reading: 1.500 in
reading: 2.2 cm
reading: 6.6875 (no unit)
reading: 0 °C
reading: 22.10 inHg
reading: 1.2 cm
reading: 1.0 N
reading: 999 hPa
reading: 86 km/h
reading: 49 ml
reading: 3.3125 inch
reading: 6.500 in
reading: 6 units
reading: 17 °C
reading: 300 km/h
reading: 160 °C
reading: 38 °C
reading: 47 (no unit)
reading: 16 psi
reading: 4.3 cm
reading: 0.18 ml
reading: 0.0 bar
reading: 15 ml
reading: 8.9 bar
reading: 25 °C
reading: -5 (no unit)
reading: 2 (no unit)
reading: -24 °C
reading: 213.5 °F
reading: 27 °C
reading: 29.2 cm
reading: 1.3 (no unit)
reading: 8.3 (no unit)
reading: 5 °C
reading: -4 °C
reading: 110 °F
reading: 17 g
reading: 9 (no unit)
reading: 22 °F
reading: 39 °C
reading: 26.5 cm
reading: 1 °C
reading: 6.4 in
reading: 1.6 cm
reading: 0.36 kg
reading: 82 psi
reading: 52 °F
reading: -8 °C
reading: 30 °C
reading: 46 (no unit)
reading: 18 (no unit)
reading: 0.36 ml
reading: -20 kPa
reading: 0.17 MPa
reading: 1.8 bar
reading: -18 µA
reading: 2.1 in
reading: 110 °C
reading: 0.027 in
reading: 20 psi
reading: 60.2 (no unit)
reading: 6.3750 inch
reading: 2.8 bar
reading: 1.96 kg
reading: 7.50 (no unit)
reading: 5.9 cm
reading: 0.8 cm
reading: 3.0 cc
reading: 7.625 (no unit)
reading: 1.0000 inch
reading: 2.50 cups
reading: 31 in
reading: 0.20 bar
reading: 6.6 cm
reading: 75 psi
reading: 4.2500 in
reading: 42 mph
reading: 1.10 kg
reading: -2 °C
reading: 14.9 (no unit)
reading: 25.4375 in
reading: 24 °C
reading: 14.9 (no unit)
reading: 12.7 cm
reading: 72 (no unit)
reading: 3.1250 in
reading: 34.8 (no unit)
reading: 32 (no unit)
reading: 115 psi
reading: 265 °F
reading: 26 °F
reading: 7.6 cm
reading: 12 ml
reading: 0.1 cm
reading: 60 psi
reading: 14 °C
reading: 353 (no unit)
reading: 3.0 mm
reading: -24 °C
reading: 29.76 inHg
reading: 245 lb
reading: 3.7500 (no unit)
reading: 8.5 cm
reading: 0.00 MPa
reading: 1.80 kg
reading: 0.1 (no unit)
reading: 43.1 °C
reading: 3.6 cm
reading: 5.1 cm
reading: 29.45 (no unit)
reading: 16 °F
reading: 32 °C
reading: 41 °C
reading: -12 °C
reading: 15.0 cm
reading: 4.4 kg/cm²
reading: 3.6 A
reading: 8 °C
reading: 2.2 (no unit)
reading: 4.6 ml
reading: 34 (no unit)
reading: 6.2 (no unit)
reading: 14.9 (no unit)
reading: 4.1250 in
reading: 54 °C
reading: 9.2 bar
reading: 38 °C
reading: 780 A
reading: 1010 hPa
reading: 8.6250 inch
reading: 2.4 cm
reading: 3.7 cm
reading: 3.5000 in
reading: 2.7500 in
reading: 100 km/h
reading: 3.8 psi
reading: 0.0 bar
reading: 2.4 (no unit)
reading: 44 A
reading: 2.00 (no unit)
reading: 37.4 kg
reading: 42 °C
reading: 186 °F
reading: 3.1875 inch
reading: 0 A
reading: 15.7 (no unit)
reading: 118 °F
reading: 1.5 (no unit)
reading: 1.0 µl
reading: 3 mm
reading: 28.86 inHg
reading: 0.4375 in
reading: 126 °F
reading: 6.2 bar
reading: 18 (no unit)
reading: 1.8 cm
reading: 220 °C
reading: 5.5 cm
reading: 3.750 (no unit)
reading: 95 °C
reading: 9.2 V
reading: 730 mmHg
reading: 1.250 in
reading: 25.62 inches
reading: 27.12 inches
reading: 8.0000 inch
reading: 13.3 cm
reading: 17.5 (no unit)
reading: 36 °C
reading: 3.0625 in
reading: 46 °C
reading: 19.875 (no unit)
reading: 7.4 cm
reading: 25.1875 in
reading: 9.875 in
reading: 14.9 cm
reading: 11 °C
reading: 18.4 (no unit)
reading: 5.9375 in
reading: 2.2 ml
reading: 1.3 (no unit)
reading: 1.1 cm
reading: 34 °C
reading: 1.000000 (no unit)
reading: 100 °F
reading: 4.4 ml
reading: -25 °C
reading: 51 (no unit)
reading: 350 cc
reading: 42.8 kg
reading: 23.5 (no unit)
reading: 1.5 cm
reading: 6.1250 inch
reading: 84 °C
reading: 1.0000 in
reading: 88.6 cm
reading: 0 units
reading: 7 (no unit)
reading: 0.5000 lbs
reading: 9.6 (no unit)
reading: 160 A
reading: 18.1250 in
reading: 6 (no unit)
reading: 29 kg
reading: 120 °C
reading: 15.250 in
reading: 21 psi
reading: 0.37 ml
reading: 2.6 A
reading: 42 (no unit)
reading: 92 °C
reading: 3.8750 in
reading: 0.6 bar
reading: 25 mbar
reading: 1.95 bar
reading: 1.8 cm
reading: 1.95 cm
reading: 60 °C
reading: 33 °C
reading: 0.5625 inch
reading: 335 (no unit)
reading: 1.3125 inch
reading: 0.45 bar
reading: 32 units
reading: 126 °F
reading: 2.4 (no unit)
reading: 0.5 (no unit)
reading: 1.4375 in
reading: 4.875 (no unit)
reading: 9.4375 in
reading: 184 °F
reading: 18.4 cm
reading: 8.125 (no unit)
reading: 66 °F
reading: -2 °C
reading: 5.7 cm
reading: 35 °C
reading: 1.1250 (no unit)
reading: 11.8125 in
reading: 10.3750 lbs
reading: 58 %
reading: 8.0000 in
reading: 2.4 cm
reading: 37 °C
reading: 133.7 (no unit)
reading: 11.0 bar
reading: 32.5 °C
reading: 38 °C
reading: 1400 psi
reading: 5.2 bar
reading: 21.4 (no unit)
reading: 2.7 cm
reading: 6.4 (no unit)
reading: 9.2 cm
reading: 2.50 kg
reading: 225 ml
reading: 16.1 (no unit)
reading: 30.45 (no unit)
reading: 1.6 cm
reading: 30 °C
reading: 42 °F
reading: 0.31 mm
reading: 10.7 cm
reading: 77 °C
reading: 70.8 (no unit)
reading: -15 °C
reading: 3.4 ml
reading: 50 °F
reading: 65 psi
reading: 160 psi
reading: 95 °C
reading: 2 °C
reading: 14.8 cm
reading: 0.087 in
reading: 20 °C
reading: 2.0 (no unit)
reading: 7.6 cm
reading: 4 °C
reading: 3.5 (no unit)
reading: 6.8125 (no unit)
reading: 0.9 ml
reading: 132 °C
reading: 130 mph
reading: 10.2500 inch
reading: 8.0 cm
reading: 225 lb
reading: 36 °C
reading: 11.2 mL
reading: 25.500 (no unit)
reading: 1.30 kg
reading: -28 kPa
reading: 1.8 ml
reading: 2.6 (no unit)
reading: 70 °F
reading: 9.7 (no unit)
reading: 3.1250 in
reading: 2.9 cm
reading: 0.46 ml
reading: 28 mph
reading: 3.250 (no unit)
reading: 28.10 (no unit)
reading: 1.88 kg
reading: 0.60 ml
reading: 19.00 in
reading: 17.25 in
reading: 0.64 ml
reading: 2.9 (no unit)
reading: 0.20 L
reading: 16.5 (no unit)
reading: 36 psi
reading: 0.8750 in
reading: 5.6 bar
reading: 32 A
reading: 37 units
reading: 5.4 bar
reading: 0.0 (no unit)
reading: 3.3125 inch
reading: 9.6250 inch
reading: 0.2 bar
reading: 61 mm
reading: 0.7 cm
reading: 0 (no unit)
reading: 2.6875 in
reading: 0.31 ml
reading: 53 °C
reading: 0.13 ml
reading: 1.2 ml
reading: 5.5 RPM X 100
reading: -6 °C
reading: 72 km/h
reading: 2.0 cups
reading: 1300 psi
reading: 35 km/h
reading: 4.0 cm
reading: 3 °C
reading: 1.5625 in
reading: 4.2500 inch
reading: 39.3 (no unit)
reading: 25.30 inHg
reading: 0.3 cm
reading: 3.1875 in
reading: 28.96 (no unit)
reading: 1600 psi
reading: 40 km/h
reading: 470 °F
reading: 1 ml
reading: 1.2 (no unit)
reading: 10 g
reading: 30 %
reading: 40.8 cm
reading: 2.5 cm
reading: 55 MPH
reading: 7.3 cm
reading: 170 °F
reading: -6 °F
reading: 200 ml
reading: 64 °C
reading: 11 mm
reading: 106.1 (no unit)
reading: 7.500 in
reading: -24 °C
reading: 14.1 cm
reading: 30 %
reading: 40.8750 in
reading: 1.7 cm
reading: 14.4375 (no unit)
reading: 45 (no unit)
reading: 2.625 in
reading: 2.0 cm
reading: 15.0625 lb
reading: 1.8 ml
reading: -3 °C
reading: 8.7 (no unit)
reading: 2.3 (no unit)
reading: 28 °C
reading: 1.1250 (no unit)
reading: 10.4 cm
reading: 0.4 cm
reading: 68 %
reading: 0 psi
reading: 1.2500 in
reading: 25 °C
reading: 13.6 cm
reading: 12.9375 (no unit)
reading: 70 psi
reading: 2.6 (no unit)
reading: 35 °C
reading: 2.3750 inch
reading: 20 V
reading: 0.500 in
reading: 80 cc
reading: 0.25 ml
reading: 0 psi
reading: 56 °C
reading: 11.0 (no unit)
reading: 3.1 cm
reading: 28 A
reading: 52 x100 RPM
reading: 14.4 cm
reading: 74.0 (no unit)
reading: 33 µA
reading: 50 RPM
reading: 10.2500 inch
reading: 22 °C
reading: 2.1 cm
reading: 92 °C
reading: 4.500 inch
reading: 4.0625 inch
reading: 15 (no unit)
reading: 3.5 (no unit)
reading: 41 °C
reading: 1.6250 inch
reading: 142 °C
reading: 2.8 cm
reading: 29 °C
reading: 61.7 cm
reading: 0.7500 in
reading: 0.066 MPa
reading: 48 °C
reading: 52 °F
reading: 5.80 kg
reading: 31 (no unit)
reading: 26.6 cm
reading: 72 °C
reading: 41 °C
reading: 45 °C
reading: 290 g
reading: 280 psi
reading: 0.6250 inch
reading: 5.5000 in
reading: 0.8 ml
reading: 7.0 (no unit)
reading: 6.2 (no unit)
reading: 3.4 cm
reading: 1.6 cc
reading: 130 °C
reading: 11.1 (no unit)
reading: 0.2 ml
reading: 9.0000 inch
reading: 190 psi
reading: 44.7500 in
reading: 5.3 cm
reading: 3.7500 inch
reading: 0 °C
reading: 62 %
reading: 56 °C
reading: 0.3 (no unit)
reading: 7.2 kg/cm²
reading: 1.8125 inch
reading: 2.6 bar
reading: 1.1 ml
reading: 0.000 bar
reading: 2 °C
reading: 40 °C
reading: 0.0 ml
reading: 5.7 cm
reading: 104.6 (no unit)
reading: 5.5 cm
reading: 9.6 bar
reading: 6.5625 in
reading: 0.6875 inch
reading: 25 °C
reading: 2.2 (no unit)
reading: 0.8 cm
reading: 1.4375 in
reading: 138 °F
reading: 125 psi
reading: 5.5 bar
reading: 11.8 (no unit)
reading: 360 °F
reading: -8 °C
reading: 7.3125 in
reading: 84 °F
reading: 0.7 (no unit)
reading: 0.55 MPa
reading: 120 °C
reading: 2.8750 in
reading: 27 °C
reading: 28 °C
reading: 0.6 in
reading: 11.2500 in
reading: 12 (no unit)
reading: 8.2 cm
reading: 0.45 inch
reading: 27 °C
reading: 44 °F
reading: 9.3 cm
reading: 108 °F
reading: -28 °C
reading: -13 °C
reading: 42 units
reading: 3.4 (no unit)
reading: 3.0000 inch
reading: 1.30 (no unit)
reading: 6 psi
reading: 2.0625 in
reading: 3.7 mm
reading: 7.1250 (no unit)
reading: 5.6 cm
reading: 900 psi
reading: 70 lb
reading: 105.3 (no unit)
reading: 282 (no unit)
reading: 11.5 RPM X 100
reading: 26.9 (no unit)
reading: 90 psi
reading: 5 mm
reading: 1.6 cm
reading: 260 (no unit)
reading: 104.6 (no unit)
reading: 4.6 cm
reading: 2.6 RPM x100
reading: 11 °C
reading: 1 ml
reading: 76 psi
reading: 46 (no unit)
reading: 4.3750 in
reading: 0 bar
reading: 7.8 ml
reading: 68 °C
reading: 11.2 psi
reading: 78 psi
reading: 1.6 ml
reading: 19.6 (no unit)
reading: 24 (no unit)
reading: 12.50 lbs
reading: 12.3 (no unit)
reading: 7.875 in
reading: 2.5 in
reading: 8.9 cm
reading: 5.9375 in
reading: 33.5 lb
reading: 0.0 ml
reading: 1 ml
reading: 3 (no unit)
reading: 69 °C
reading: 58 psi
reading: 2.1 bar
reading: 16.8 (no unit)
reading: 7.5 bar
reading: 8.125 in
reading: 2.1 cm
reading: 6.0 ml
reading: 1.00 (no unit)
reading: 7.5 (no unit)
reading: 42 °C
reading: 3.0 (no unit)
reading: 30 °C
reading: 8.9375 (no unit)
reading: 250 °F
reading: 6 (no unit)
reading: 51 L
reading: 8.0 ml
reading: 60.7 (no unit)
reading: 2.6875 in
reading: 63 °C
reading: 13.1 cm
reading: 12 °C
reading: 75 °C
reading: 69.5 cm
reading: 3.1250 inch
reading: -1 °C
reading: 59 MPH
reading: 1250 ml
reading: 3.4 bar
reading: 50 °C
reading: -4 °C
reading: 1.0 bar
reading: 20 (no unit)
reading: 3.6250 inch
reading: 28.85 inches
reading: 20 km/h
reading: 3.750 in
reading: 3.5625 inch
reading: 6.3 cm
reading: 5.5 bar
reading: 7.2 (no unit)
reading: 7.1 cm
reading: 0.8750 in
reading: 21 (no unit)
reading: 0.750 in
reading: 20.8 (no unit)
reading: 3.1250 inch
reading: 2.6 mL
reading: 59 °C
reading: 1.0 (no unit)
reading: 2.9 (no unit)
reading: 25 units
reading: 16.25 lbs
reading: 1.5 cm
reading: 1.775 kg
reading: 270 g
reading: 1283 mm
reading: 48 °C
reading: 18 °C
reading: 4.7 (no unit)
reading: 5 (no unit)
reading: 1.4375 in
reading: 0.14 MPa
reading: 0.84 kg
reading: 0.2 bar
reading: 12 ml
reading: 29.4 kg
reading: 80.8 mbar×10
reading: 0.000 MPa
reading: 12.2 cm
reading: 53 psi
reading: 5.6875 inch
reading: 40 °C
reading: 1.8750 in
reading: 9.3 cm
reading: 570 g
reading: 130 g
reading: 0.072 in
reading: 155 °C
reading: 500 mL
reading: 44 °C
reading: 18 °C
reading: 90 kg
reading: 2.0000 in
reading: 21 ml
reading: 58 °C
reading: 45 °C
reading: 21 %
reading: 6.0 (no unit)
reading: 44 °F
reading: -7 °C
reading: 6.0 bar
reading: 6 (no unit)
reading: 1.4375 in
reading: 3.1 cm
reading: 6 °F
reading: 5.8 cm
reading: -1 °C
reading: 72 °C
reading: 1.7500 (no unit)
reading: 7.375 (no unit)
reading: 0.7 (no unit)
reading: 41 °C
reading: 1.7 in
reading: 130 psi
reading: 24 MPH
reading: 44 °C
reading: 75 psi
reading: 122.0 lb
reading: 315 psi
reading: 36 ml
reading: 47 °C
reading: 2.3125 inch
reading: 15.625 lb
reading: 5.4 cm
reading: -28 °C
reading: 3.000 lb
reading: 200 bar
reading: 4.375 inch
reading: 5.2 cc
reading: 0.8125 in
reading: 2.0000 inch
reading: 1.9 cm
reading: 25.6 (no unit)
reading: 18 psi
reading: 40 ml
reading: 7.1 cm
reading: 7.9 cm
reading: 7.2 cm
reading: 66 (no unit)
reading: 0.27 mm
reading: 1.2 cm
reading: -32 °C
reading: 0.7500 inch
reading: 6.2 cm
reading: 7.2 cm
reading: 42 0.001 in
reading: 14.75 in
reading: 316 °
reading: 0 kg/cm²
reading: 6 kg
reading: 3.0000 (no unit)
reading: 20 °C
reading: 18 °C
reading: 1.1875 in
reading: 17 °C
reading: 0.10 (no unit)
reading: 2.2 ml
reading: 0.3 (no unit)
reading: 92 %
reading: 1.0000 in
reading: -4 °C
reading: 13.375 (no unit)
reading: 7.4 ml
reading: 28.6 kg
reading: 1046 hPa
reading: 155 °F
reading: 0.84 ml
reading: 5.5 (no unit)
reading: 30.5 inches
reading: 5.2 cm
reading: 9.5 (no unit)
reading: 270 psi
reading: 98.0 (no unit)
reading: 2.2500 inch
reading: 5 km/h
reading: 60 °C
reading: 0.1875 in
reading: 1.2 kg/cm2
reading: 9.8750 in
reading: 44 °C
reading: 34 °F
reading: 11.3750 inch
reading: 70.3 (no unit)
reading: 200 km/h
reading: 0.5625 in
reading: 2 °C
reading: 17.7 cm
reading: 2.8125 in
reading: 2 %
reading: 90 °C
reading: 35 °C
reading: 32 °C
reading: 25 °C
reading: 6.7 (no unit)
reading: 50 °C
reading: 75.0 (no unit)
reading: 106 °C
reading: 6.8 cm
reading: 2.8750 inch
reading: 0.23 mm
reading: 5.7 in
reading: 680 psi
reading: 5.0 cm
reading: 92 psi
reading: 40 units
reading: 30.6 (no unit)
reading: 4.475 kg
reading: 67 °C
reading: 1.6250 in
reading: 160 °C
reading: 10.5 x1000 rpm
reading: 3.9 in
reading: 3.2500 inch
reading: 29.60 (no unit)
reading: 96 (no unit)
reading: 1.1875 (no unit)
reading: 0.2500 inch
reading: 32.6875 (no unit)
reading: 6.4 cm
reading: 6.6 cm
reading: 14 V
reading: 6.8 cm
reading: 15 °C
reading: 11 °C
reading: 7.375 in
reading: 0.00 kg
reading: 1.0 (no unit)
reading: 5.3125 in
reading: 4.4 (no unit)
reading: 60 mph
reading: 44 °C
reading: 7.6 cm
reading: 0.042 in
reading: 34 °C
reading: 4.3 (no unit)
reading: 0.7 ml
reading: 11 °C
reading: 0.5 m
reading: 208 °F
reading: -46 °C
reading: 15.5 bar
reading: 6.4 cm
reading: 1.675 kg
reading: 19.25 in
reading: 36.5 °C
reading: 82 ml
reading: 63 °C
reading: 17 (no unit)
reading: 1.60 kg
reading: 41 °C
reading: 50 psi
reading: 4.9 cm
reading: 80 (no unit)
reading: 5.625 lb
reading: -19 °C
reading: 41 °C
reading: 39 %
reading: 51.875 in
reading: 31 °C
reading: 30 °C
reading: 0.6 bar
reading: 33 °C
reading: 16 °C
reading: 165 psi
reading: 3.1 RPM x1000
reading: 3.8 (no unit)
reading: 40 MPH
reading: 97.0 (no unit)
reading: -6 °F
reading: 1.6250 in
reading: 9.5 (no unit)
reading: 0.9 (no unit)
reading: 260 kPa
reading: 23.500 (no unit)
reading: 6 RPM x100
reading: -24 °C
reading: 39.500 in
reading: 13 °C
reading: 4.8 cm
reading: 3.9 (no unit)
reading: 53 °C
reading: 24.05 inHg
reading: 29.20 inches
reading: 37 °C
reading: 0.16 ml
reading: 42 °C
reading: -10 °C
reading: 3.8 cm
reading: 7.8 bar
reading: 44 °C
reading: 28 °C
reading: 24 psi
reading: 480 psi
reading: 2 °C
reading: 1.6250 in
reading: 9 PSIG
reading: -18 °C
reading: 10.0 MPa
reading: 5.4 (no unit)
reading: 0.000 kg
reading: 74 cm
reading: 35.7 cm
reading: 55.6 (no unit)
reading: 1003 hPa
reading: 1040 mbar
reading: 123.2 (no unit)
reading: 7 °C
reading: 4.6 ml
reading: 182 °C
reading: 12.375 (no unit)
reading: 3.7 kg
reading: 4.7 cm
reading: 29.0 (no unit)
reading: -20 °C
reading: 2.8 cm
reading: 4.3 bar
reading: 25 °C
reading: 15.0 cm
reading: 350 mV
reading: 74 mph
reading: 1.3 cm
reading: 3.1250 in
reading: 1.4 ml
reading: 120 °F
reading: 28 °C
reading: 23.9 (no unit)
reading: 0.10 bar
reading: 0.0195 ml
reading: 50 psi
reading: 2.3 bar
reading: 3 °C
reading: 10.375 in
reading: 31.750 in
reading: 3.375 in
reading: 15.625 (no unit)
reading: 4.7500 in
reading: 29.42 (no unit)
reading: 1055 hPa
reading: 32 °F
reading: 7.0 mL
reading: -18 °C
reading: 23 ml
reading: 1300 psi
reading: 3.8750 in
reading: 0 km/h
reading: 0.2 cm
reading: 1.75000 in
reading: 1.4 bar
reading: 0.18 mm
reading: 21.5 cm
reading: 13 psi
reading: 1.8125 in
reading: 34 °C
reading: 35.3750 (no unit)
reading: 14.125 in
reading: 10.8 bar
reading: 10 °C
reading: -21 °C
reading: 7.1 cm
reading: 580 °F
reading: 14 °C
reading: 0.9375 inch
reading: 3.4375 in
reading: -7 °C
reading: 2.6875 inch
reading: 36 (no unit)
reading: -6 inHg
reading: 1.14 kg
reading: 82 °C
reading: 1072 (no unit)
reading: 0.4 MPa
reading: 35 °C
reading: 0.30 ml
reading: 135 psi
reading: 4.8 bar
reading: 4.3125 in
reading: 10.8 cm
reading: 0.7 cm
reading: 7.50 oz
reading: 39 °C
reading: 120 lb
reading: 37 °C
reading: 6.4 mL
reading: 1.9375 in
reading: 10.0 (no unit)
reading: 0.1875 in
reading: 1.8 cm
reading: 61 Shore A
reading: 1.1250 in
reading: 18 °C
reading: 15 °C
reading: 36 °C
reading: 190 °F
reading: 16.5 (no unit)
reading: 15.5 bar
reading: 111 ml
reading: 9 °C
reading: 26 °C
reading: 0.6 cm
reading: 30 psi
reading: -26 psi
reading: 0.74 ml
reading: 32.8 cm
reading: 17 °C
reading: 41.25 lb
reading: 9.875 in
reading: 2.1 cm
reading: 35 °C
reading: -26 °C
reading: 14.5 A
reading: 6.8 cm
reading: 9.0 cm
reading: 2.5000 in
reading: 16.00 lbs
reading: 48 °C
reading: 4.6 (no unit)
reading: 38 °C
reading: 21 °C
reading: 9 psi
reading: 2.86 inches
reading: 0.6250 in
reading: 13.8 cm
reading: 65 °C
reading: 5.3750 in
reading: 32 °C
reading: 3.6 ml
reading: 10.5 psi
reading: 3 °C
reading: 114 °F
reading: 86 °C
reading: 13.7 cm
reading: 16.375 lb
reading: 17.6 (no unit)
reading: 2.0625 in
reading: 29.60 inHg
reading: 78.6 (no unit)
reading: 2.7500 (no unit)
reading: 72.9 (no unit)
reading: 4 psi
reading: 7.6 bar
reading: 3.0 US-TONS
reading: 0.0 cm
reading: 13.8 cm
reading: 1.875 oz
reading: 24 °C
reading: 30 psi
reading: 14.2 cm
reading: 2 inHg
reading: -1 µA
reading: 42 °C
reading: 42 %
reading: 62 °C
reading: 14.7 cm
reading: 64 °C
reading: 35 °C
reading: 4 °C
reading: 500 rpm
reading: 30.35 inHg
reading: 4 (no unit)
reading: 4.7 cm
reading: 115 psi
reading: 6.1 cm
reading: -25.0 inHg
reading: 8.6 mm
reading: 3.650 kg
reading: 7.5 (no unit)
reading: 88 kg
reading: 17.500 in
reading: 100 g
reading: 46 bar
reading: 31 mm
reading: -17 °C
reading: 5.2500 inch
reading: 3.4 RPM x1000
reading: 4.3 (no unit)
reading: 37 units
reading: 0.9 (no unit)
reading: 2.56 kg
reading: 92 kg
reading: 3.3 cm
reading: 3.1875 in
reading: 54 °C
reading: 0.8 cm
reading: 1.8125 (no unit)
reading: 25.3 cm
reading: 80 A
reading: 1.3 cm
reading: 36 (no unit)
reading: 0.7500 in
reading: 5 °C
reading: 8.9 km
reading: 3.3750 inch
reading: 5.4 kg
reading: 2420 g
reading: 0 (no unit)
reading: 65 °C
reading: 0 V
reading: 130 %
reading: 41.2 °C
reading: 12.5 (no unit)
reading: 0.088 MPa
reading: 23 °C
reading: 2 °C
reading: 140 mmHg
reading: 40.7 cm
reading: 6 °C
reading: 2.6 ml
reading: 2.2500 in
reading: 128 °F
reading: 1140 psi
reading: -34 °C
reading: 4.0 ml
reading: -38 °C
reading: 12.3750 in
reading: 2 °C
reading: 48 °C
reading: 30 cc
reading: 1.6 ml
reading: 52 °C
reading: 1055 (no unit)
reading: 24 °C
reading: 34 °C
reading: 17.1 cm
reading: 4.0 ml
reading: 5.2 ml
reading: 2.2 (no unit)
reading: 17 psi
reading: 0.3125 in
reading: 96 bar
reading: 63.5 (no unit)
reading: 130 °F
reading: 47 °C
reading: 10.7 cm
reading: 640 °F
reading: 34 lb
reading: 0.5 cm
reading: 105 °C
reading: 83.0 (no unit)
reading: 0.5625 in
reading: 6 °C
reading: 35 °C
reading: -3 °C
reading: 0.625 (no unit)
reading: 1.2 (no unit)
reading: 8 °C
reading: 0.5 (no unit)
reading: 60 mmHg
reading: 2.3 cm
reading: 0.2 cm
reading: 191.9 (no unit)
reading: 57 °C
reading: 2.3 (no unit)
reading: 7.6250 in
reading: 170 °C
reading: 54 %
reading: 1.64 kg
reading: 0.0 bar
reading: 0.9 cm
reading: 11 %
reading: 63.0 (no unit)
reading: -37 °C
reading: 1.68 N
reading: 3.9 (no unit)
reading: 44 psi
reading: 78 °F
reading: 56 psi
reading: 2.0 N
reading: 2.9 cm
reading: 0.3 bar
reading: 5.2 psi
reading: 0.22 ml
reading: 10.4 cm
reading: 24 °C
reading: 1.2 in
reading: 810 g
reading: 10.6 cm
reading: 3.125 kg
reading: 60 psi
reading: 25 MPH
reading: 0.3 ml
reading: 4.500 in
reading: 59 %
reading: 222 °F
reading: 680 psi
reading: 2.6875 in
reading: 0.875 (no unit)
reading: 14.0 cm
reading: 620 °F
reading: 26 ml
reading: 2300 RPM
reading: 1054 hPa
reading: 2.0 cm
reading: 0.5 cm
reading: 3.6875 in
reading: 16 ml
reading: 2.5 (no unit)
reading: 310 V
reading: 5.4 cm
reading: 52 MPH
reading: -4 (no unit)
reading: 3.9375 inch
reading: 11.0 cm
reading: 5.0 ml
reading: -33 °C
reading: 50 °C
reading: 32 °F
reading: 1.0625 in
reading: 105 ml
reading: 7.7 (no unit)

» **PROBLEM TO WORK ON**: Copy all lines from the material that include "inHg".

» **RESPONSE TO THIS TASK**:
reading: 22.10 inHg
reading: 29.76 inHg
reading: 28.86 inHg
reading: 25.30 inHg
reading: 24.05 inHg
reading: -6 inHg
reading: 29.60 inHg
reading: 2 inHg
reading: 30.35 inHg
reading: -25.0 inHg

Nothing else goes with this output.